100 Years Later, Dearborn Confronts the Hate of Hometown Hero Henry Ford

Deadline Detroit publishes “Henry Ford and ‘The International Jew’” with permission from The Dearborn Historian, a city-funded quarterly magazine of the Dearborn Historical Commission. The story appears in the Historian’s current issue, which marks the 100th anniversary of Dearborn native Henry Ford buying the weekly Dearborn Independent, which he used to attack Jews.

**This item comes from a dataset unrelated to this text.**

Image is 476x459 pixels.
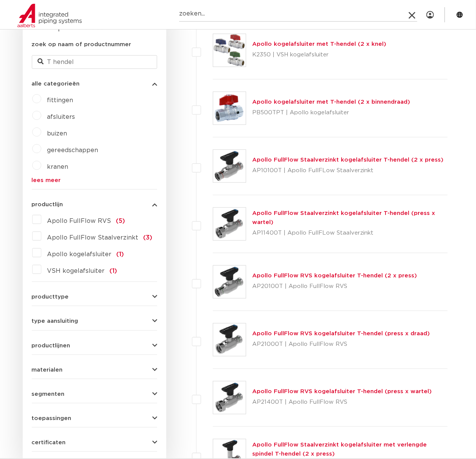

The Historian story is Dearborn’s first detailed examination of Ford’s anti-Jewish crusade, whose content lives on today in the online world of anti-Semites and other hate groups as anti-Semitic incidents are on the rise. While Ford’s dark side has been off-limits in Dearborn, the city has taken steps in recent years to come to terms with its other symbol of hate, Orville Hubbard, the segregationist mayor from 1942-78.

The story’s author and editor of The Historian is veteran Detroit journalist Bill McGraw, a Dearborn resident who co-founded Deadline Detroit with Allan Lengel. The Historian has no online presence; the story has been edited for posting on a website.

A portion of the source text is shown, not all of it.